Commerce City to hold June 15 hearing on Hogan PUD amendment for Chambers Road site
The ordinance would change allowed uses, consolidate planning areas and expand the Hogan Property planned-unit-development boundary to about 16.82 acres near Chambers Road and East 101st Way.

Commerce City council members are scheduled to hold a June 15 public hearing on a Hogan Property planned-unit-development amendment affecting 10230 Chambers Road and 15955 E. 101st Way.
The ordinance would consolidate Planning Areas B through D, modify allowable uses, establish development standards and expand the PUD boundary to about 16.82 acres, according to the city's public-hearing notice. The proposal was introduced on first reading May 18 and set for a second-reading public hearing June 15.
A city council schedule document identifies the applicant as Urban Moment and says the amendment would shift allowable uses in the Hogan PUD from commercial and residential to planned residential development while expanding the boundary eastward.
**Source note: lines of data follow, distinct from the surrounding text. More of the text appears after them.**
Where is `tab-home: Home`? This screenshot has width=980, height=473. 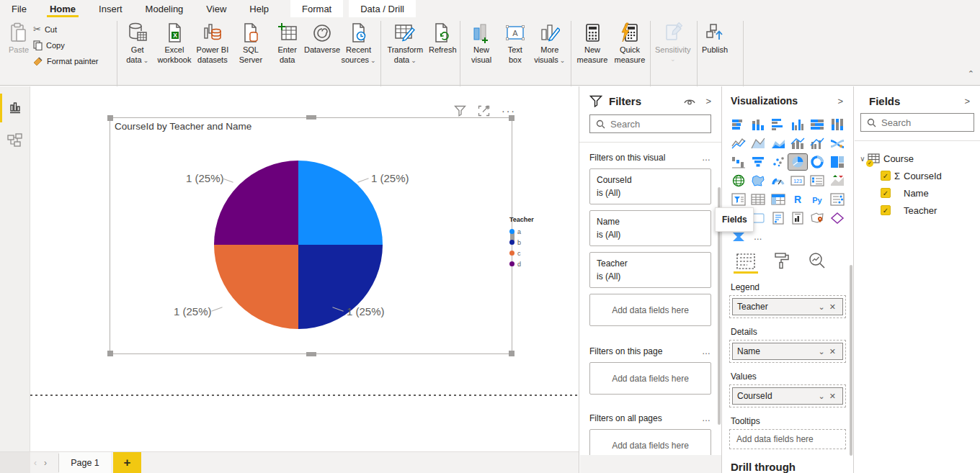 tab-home: Home is located at coordinates (63, 9). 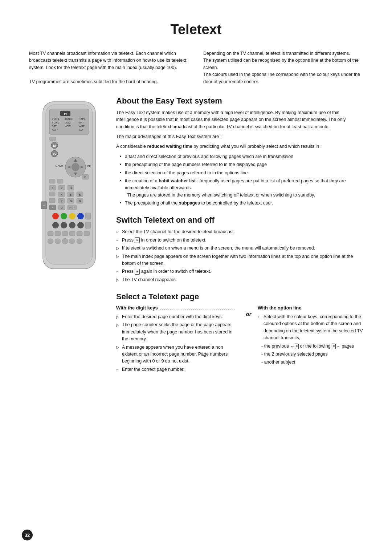 What do you see at coordinates (70, 195) in the screenshot?
I see `svg-text: 5` at bounding box center [70, 195].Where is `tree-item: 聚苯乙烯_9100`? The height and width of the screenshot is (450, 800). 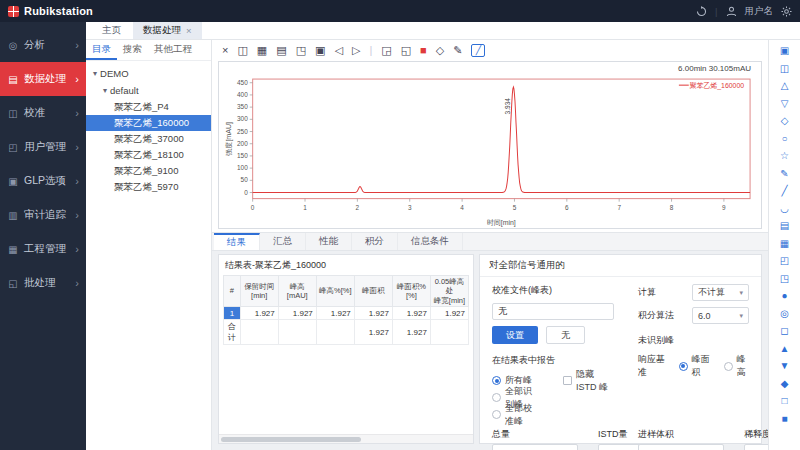 tree-item: 聚苯乙烯_9100 is located at coordinates (148, 171). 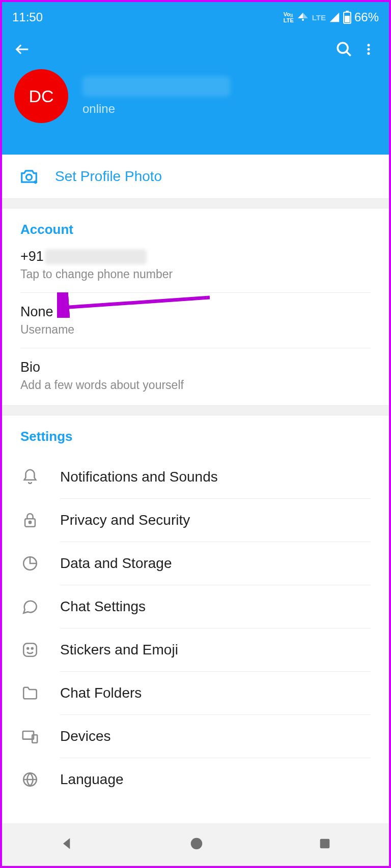 I want to click on profile-row: DC online, so click(x=196, y=96).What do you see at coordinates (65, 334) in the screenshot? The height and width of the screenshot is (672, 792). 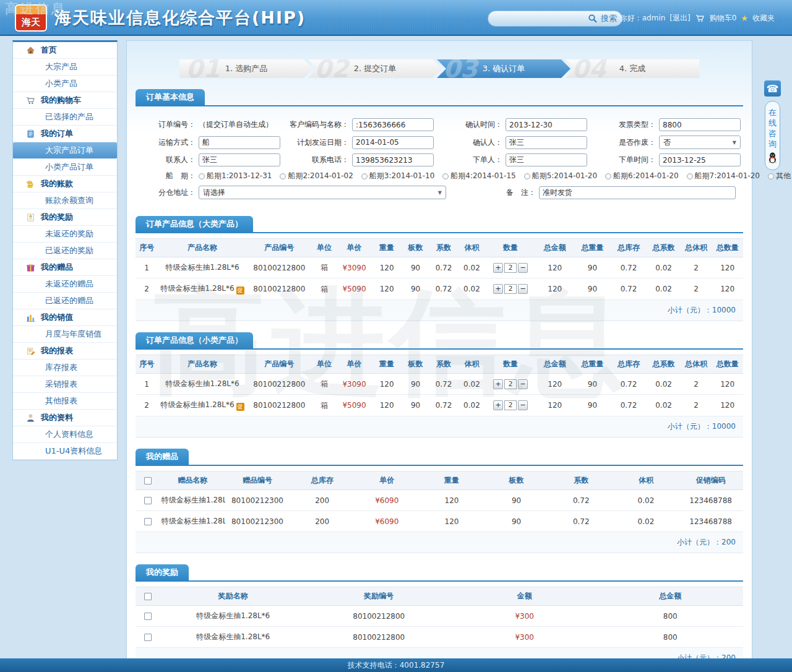 I see `sidebar-item-monthly-yearly-sales: 月度与年度销值` at bounding box center [65, 334].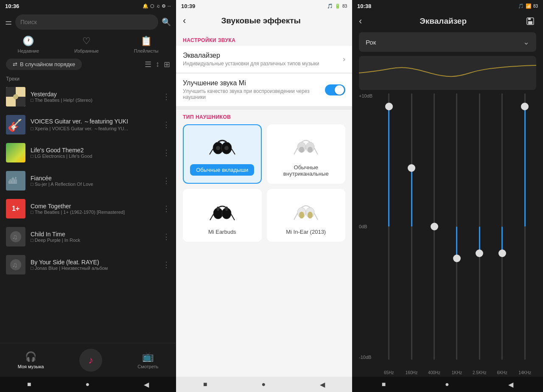  I want to click on home-btn-3: ■, so click(384, 384).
Earlier city ward reports from January and February described the request more specifically as a change from commercial and single-family residential to multi-family residential.
Those city tracking reports also said the amendment was awaiting submittal of a preliminary plat earlier this year, indicating the zoning request is tied to the next stage of subdivision and site review.
The public record available for this story confirms the scheduled hearing and the proposed land-use shift, but it does not fully show how development standards would change or how intensive the residential project could be. The June 15 agenda lists attachments including a staff report, planning commission minutes, a neighborhood-meetings summary, public comment and a traffic impact study, but those materials were not fully accessible in the reporting record reviewed here.
Unlike a separate affordable-housing item on the same agenda, this ordinance would apply only to one planned-unit development and one site near Chambers Road. Council's June 15 action will determine whether the property moves forward under a more residential zoning framework.
As of publication, the available public documents did not independently confirm any second-reading vote or final council action on the ordinance.